I think in Civ3 they included resouce depletion, but you still could easily substitute one resource with another (substitute oil with stone?). This would require much more complex simulation than the game is right now.
http://www.civanon.com/
Seriously though, I was listning to NPR the other day and they were talking about the use of games to promote certain ideas/causes/etc. The Army's game was one example. A game like Civ would really illustrate the effects of resurce depletion well. A pity I don't have the skills in that area.

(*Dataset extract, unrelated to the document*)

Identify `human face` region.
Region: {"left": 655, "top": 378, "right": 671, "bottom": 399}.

They would also need to measure how much of the resources you consume are from natural capital and how much are renewable. If you overshoot and exaust a vital non-renewable resource you get a die-off until the system reaches equilibrium at much lower state (renewable production - loss of production due to natural capital losses - losses in corruption and chaos during the transition). Unfortunately the game itself prerequisites growth (because of the competition with other civs) so it looks like it would always lead to humans overshooting their environment.

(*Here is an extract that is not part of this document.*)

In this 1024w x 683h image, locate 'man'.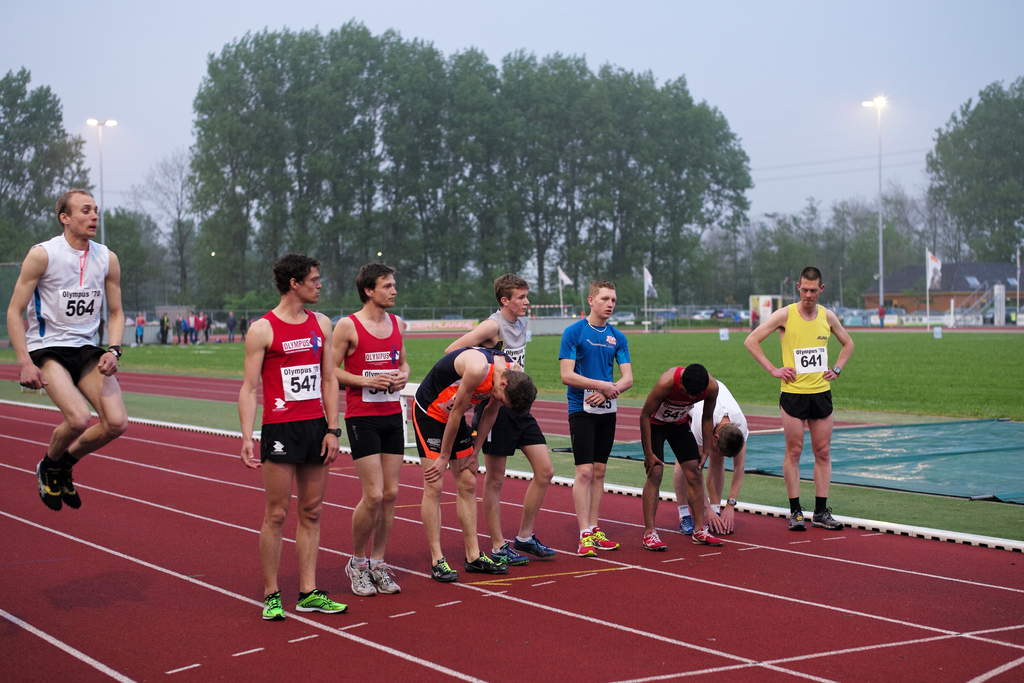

this summer at an estate/garage sale. the old geezer was into libertarian - JOHN GALT stuff, and had a great collection of old stuff. The P.S mags were from 1939-1965.
The popular science August 1953 issue had a piece on global warming due to carbon dioxide, and almost every issue mentions Atomic power....
At least 50 years ago the science community was declaring
war on the man, but too few voices were heard.
Now the man is sticking it to us!!! Again ...as always
If a vote was taken at this time , a show of hands how many
know that Peak Oil will arrest your lifestyle? And that is followed by will it hurt?
Hurt...because inside we suspect that "The Man" is a machine
capable of total destruction, which is MY own perspective, being it is the will of the machine to self destruct.
50 years +++ and the cycle of violence is no more nearer being broken than before, in MY opinion the slippery slope to disaster is only approaching faster. The T.P roll is nearly gone.
Oh Boy... who gives a damn.
eat your humble pie and shud up!
love your self , love your friends,
keep trying to fly away.
Hey atleast it's not the TITANIC i am aboard.
Meaning there is hope in yet unknown history to be written.
You don't have to pray about it.
You've allready thought about it...good enough.
one day at a time
think small,think fast,peace
fact... we all live until we die
this group therapy thing really isn't working out .
Now i find myself talking to/and answering myself.